Efficiency as ethics

Inefficiency steals time from faculty, staff, and students. When we do anything routine, boring, or unnecessary, it takes our time away from doing things that are important, innovative, and long-term. That much is obvious, I hope.

But there is also a deeper ethical issue with inefficiency. For example, Rhode Island is to my knowledge the only state that requires student teaching certificates. To get one, our students must complete a form, which includes exactly the same questions as the BCI background check, sign it, then we take a stack of them to RIDE, then students must stop by and pick them up. The whole procedure is completely unnecessary, and takes a lot of time. However, I am even more concerned with the message we are sending to our students, most of whom are future teacher. The message is, yes, the system is absurd, don’t fight it, don’t question it, just get along with the program. This is not what we want to say, but that is what we are saying. Most of them will end up working in public school districts that sometimes even more bureaucratic and ossified than we are. They teach their kids the same values, and then we get them as freshmen.
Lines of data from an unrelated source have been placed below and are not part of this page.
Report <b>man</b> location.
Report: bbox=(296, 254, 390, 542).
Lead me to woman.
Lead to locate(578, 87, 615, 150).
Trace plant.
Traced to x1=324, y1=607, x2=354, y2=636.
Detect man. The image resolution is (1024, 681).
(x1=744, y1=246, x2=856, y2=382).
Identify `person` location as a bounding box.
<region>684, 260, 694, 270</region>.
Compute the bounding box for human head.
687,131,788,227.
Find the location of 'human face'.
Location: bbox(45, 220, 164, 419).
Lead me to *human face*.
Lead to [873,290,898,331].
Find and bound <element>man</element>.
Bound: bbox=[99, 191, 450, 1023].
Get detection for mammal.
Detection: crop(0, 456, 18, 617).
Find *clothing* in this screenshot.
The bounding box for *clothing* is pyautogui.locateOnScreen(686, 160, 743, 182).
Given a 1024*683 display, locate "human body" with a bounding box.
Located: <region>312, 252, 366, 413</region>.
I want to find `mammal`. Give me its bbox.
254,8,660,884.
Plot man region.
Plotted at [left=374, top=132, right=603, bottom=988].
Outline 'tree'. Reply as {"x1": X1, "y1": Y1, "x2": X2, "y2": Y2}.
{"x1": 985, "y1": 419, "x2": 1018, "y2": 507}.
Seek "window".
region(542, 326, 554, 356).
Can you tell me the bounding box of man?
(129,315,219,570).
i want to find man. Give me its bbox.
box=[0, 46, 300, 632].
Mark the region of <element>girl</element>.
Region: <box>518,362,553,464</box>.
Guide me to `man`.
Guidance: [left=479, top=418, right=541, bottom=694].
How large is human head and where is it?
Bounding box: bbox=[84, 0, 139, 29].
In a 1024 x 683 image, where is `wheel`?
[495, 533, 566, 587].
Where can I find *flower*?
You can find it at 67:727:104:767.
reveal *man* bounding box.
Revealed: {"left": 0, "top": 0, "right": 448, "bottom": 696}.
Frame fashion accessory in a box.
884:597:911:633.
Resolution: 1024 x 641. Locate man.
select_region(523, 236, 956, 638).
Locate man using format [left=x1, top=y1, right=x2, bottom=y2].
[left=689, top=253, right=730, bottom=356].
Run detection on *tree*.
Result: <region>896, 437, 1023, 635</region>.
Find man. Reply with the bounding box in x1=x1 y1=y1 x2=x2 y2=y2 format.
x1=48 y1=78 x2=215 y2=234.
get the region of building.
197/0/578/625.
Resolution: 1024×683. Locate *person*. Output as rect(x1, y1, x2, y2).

I picked on one hoop to jump through, because it is imposed by the State. It is an easy target, so no one inside RIC is offended. But take an honest look around, make a list of all things we do and even more importantly that we make students do. How many of them are not essential, how many of them exist only because someone put them in place many years ago? Sometimes it was done for a good reason that no longer exists. Some were ill-conceived to begin with. And most importantly, how many of them do we have control over? If you want examples, write me an email.

Everyone should look around and examine critically his or her own work. We just cannot afford to send the message of mindless compliance to our students and to each other. Not everything can be fixed right away for many reasons. We have a number of organizational and legal constraints, and the College’s leadership is working on addressing them. But it is also a manner of the institutional culture. Everyone should notice the little inefficiencies. You don’t necessarily have to have an idea on how to solve every problem, but you should at least raise the question – why are we doing this? Do students understand why we’re doing this? If we have to, can it be done better, faster, more conveniently? Complacency is not going to get us anywhere.